It is my unhappy lot to have two governments, neither of which I voted for and whose ideologies I do not like. But that’s democracy and I will survive it. How well the Scottish economy survives it is another question which the green energy recovery brings into focus.
On the face of it, this is an area in which UK and Scottish governments could be working hand in glove. Both are committed to ambitious carbon reduction targets. Both have talked up a “second industrial revolution” based on green technologies to bounce back from the pandemic.
But devolution only works when the two governments are pulling roughly in the same direction, with a shared interest in successful outcomes. There is little evidence of that at present but surely the prize at stake is so enormous that it would be utterly irresponsible to squander it because Edinburgh and Whitehall won’t talk civilly to one another?
We urgently need an alignment of objectives in purely practical terms. This is not – or at least should not be – a competition but a joint effort to turn these shared objectives and vast sums of public money into tangible outcomes in terms of industrial opportunities and large numbers of good, well-paid jobs throughout Scotland.
We know the record so far has been abysmal. The Scottish countryside is littered with wind turbines, hardly a single one of them manufactured here. So far, offshore wind is going the same way – multi-billion projects in Scottish waters with minimal returns for the Scottish supply chain or coastal communities. BiFab has become shorthand for the miserable absence of public policy which could have ensured years of work In Fife and Lewis.
So will things be different in future? Clean hydrogen, carbon capture and storage (CCS), zero-carbon transport and offshore wind are all key pillars of Boris Johnson’s 10 Point Plan, backed by £12 billion in Government investment. Scotland should be well placed to benefit under each heading but only if the planning is done now.
Offshore wind is the biggest ticket item and the most plausible because the technology exists. The UK Government states: “By 2030 we plan to quadruple our offshore wind capacity so as to generate more power than all our homes use today, investing to bring new jobs and growth to our ports and coastal regions”.
It continues: “Our target could encourage £20bn of private investment into the UK” That’s a heady number and there are 17 designated sites around the Scottish coast to share in it. But how much of the work lands here is entirely dependent on investment in “ports and coastal regions” – the kind of public investment that did not take place at BiFab or anywhere else. Where is the strategy now for making that happen?
I noticed in SSE’s annual report that they were blaming the contracts for difference system for slimming down margins on offshore wind to the point at which the domestic supply chain was uneconomic to use. Frankly, I do not believe a word of it since the profitability of offshore wind remains eye-watering.
But what this kind of argument confirms is that unless the requirement to source a certain proportion of the contract value in the local supply chain is written in tablets of stone, then it simply will not happen. There will always be a reason not to – i.e. it’s cheaper to do it somewhere else.
This is clearly an area of policy in which the UK and Scottish Governments have a shared interest. The money must be invested in the infrastructure and facilities which create capacity to do the work. Then the terms of offshore leases should do the rest.
If the two governments create the proper framework, there will be no gaps to fall through – but if there are, the billions of offshore wind investment will continue to float off to the four corners of the earth.
Carbon capture and storage has been talked about for decades but remains only an aspiration. Most of the impetus on this has to come from the UK Government so there is no point including it in Johnston’s plan unless they are going to facilitate it.
That brings me to a recent report from the Offshore Renewable Energy Catapult and OGTC, which offers a plan for a Net Zero North Sea if the sectors work together and invest in technologies including floating offshore wind, green and blue hydrogen and CCS.
But my own stark warning is also reflected there: “Failure to act now, with a clear vision, risks the UK rapidly becoming a buyer – rather than a supplier – of green energy, green technology and green jobs – leaving huge economic value on the table”.
Compared to energy, there is probably no sector in which responsibilities are so evenly spread between both governments. The potential for a synergised, effective approach is real. But so, as we know all too well, is the potential for stand-offs and blame-shifting.
That choice needs to be made now for there is no time to waste. So please, set aside the differences and create a transparent, unified approach to delivering the green economic recovery in Scotland. We’re sure going to need it.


TRY IT.
Read through the data and count the lines that contain the string "Eliminar"; give only the result.

(Excerpts from an interface dataset)
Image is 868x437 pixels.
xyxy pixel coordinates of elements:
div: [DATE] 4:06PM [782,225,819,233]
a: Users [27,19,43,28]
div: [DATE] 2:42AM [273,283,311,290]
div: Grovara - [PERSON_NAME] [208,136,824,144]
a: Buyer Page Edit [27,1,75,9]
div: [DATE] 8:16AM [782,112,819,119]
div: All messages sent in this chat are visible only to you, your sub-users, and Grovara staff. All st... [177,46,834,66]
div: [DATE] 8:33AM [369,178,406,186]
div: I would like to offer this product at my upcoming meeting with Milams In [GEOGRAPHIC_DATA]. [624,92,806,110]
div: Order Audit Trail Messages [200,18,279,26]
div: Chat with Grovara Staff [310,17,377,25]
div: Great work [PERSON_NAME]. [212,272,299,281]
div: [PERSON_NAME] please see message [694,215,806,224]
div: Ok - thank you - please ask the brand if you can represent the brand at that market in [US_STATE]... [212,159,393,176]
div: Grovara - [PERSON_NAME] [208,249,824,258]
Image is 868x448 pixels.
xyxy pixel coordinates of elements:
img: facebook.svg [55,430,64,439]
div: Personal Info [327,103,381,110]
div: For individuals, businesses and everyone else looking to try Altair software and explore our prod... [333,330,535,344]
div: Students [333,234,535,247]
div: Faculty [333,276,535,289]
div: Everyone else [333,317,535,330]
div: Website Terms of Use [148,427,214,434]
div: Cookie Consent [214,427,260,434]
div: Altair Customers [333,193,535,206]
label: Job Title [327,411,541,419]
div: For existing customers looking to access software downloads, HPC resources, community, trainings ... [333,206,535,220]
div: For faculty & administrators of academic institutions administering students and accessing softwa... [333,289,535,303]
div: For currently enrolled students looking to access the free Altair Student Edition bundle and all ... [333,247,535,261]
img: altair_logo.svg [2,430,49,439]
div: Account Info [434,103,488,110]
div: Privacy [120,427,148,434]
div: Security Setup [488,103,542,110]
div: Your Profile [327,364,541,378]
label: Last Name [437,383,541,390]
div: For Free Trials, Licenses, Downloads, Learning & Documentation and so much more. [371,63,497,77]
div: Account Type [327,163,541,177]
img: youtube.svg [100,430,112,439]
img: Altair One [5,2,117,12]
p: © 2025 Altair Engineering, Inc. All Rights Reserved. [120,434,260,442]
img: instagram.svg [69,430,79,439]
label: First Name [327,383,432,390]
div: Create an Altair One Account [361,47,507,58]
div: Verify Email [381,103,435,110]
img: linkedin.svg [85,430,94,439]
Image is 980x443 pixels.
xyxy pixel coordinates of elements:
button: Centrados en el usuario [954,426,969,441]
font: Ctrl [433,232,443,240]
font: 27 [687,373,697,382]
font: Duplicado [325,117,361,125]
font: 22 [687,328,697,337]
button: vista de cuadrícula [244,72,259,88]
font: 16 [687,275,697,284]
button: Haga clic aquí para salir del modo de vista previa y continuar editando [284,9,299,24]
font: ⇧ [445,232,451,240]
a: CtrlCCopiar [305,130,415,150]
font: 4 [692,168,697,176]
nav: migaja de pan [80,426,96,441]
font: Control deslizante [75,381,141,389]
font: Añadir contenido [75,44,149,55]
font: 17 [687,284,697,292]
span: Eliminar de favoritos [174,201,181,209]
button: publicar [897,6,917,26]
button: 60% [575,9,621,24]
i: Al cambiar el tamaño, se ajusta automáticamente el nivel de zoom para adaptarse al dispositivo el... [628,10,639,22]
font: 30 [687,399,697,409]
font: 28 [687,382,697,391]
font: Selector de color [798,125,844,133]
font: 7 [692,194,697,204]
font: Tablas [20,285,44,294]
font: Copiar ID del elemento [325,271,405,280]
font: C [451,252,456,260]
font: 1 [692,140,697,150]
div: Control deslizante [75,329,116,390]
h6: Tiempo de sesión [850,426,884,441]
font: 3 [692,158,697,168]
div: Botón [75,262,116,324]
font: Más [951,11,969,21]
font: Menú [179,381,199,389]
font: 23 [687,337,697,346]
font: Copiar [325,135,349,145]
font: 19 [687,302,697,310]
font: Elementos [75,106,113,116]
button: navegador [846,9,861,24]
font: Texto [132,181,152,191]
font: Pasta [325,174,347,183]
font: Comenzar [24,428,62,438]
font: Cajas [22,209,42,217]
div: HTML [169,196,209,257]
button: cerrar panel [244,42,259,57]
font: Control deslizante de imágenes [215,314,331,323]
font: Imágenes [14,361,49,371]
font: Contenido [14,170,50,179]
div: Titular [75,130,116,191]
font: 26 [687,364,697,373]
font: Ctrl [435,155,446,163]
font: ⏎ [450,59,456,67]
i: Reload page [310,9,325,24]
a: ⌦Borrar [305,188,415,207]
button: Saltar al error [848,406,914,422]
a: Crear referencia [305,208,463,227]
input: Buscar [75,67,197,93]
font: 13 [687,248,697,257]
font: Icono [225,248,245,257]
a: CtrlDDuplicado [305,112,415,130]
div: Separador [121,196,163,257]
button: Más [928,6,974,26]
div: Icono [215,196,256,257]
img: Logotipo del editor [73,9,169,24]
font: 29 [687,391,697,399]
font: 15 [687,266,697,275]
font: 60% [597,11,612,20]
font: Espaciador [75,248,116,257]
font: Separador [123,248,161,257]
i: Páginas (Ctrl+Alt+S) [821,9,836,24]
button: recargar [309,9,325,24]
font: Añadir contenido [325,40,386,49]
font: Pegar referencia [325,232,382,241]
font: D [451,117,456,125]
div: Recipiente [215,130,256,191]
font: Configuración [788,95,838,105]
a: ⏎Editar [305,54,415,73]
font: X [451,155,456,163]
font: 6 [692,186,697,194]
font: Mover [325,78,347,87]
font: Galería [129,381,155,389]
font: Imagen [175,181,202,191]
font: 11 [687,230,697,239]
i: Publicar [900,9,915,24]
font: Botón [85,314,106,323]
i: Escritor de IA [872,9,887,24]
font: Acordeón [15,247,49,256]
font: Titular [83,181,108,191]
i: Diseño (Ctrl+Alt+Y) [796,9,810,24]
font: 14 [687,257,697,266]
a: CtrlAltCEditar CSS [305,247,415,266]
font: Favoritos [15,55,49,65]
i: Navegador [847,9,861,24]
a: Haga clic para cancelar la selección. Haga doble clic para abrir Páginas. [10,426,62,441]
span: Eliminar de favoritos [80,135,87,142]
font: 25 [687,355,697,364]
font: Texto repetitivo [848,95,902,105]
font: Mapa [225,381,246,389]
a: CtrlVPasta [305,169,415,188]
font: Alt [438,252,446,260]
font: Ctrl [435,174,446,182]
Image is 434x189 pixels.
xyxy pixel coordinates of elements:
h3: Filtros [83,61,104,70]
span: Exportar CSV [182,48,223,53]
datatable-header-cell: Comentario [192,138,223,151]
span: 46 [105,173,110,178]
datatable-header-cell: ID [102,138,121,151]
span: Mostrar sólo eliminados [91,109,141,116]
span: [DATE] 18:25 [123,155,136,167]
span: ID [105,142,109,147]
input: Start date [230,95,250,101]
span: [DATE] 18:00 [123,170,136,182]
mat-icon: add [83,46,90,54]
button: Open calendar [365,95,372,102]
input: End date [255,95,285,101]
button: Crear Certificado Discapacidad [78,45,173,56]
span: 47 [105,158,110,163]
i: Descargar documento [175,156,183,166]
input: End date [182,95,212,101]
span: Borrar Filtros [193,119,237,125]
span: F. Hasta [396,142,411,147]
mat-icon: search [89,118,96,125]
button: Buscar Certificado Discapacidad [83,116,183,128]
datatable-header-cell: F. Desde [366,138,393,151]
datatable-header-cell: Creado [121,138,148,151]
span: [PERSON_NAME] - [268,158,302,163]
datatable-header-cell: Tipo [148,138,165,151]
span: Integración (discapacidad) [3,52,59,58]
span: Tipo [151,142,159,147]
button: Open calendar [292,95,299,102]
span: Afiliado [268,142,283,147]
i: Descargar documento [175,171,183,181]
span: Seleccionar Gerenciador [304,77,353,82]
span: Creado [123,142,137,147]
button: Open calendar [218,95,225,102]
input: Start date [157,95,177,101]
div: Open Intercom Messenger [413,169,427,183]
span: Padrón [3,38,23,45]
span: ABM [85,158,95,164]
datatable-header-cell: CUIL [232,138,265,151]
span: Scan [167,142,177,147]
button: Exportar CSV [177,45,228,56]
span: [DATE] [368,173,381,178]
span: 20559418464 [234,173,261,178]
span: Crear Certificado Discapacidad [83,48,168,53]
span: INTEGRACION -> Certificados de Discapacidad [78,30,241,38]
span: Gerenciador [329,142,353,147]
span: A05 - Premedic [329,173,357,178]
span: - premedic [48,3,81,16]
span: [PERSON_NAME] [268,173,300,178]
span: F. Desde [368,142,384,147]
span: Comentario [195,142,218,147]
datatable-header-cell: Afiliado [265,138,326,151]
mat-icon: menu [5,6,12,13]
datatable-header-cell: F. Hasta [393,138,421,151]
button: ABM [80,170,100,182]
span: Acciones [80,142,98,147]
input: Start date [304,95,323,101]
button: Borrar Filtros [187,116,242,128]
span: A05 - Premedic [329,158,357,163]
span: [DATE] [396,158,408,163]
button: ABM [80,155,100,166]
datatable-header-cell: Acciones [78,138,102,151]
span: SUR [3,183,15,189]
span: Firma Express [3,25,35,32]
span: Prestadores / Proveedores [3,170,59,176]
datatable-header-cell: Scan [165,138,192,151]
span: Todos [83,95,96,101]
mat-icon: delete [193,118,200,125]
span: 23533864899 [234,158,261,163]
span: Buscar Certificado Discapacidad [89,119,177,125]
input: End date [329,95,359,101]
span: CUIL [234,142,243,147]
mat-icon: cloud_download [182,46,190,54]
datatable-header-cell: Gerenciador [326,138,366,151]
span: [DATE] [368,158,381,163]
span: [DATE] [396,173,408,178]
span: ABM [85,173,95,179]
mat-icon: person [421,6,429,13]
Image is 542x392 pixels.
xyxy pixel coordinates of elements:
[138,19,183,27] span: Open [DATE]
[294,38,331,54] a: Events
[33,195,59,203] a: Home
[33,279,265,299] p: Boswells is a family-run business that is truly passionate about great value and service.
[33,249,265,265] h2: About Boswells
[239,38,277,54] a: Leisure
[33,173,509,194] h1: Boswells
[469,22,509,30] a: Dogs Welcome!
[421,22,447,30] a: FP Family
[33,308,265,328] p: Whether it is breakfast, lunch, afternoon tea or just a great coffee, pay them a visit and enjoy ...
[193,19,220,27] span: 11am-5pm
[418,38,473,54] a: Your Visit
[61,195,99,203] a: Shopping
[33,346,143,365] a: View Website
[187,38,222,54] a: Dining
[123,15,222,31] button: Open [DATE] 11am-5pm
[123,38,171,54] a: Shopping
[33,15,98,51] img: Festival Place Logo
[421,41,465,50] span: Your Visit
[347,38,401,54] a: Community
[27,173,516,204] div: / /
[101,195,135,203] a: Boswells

RESULT OF THE EXERCISE.
2